Speaking to Turkish reporters at his offices in Ankara, Prime Minister Binali Yildirim said he believed the removal of the ban was "very positive", pro-government daily Yeni Safak said.

- Army last holdout -

The military has usually been seen as the strongest bastion of secular Turkey and had been traditionally hostile to any perceived Islamisation of state institutions.

But its political power has ebbed after the government increased control over the armed forces following a failed military coup in July, blamed on followers of US-based Islamic preacher Fethullah Gulen.

Turkey lifted a ban on the wearing of the Muslim headscarf, known as the hijab, on university campuses in 2010.

It allowed female students to wear the headscarf in state institutions from 2013 and in high schools in 2014.
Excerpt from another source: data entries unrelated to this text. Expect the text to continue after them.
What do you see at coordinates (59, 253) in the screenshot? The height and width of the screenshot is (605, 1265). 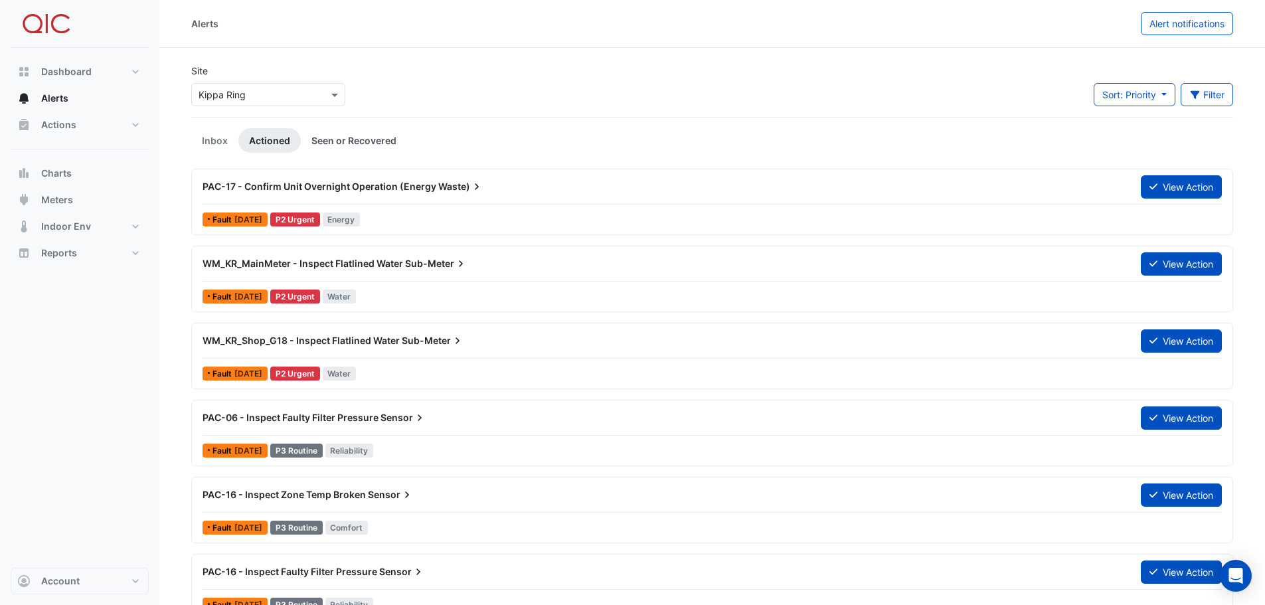 I see `span: Reports` at bounding box center [59, 253].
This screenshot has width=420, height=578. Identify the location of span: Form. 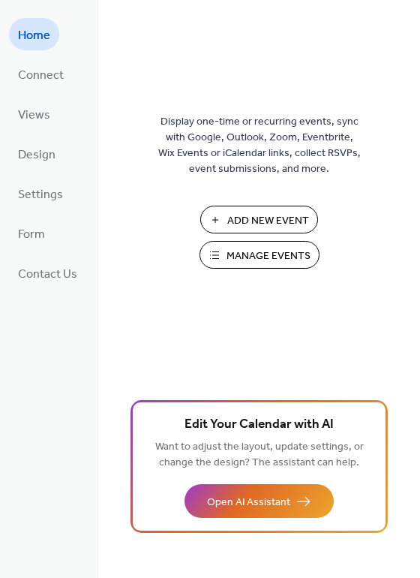
(32, 234).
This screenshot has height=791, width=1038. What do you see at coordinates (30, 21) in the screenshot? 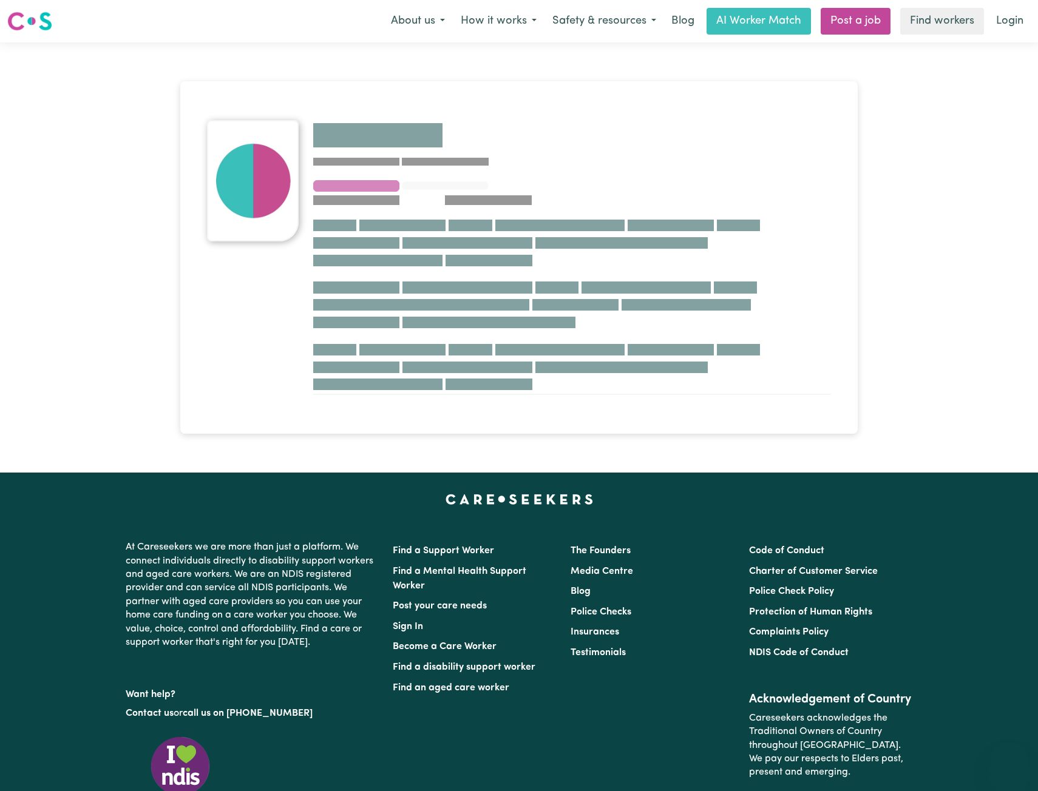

Female MPs meanwhile began to wear headscarves in parliament from October 2013 when four female AKP lawmakers wore the hijab in a session, in contrast to the scenes in 1999 when a headscarf-wearing MP from the now defunct Virtue Party was heckled out of the chamber.

Famously, the choosing of AKP co-founder Abdullah Gul as president in 2007 caused a political crisis as his wife wears the hijab -- a controversy unthinkable when Erdogan took the top office in 2014. His wife Emine also wears the headscarf.

And in the latest key reform before the army's move, Turkey in August allowed policewomen to wear the headscarf as part of their uniform.

At the time of controversy over lifting the ban in the police forces, pro-government media pointed out that several Western states had already granted female officers permission to wear the garment.

The military was until now seen as the last holdout on the issue, although civilians employed by the armed forces have been able to wear the hijab since last year.

There had been signs that the landmark reform was in the offing when press reports said that a woman, Merve Gurbuz, was undergoing training that could make her Turkey's first hijab-wearing fighter pilot.

Highlighting the sensitivity of the issue, Turkish media seized heavily on recent reports that US actress Lindsay Lohan -- who has met Erdogan and shown interest in Islam -- was asked to take off her headscarf at London's Heathrow Airport.

Erdogan's critics have long accused the president of eating away at the secular pillars of modern Turkey as set up by its founder Mustafa Kemal Ataturk when he established the Turkish republic in 1923.

The government rejects the suggestions, saying it allows freedom of worship for all Turkish citizens whatever their beliefs.